Mirana likely draws on Slavic mir roots for peace or world, with a soft Latinate ending.
Mirana is a lyrical variant of Miranda, a name forged from the Latin verb *mirari* — to wonder, to gaze in admiration. The root gave English words like "miracle" and "admirable," and the name itself carries that sense of something worthy of awe. Shakespeare planted Miranda firmly in the Western imagination when he chose it for the sheltered, luminous heroine of *The Tempest* (1611), a young woman whose first glimpse of humanity beyond her island prompts the famous exclamation "O brave new world, that has such people in't."
Mirana softens the classical form with a Slavic inflection — the prefix *mir* appears across Eastern European languages meaning "peace" or "world," so the name can also be read as a fusion of wonder and serenity. This dual resonance has kept it attractive to parents of Central and Eastern European heritage who want a name both globally legible and culturally textured. In Dota 2, the character Mirana the Princess of the Moon introduced the name to a new generation of players, giving it a warrior-goddess quality alongside its Shakespearean gentleness.
In modern usage Mirana occupies a pleasing middle ground: rare enough to feel distinctive, familiar enough not to require constant spelling corrections. Its three musical syllables — mi-RAH-na — fall naturally in both English and Romance language environments. Parents are increasingly drawn to it as an alternative to the more common Miranda or Miriam, preserving the classical gravity of both while carving out something uniquely its own.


▸ **Action item**:
Exactly as they stand, copy the lines from the one containing "The width and" to the final line of the data; leave out the pictures.

[Saved data entries]

╔══

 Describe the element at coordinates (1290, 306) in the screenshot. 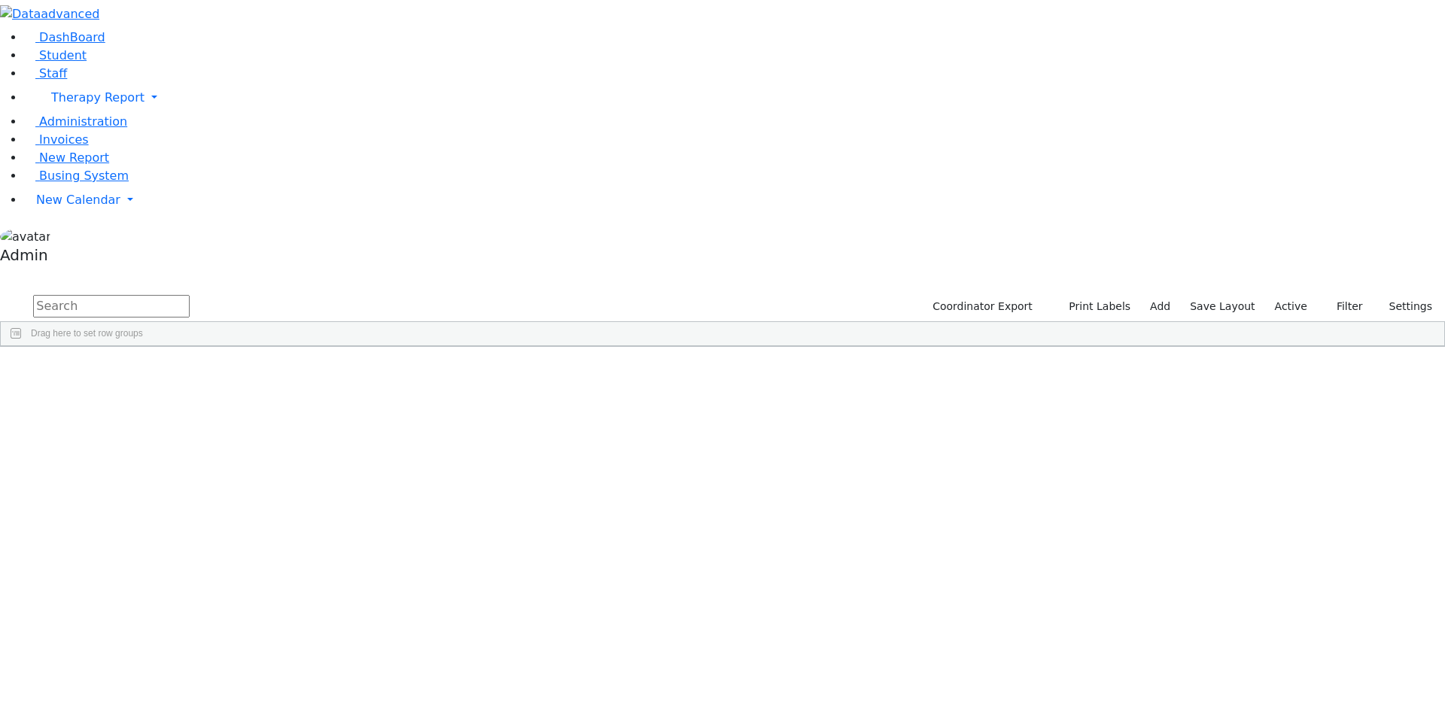

I see `label: Active` at that location.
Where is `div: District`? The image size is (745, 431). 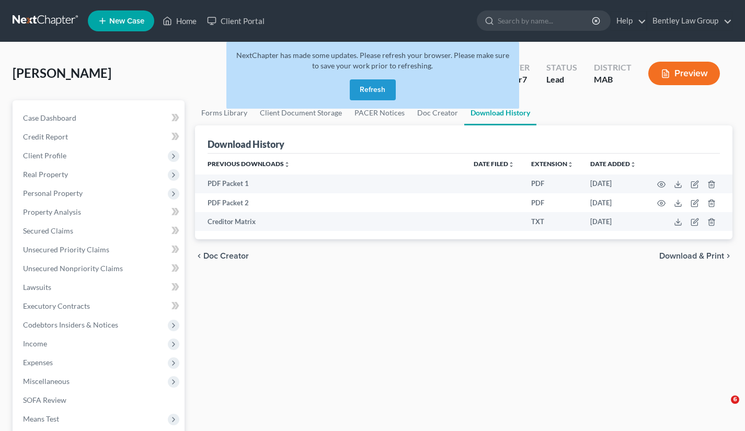 div: District is located at coordinates (613, 67).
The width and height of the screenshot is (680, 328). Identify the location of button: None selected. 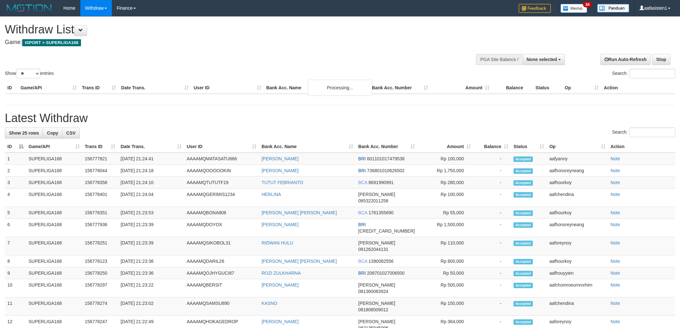
(544, 59).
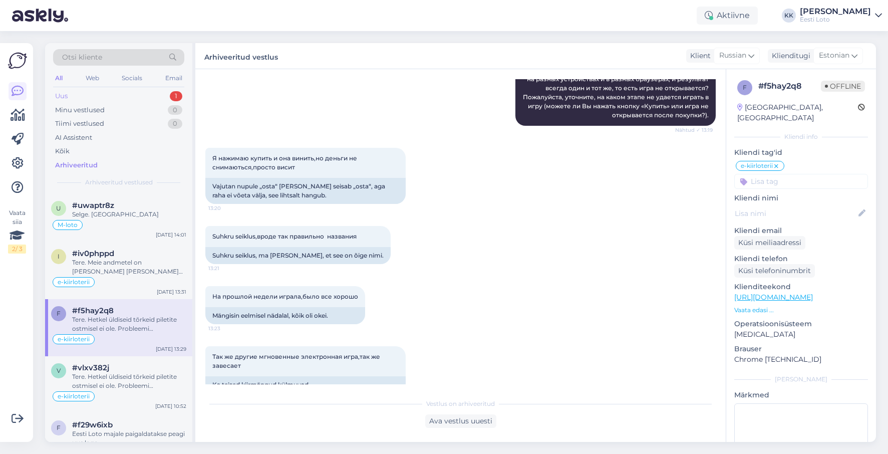 The height and width of the screenshot is (454, 888). I want to click on p: Kliendi nimi, so click(801, 198).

╚══

▸ **Answer section**:
The width and height of the screenshot is (680, 328). Identify the location of button: None selected. 
(544, 59).
 The height and width of the screenshot is (454, 888). I want to click on p: Kliendi nimi, so click(801, 198).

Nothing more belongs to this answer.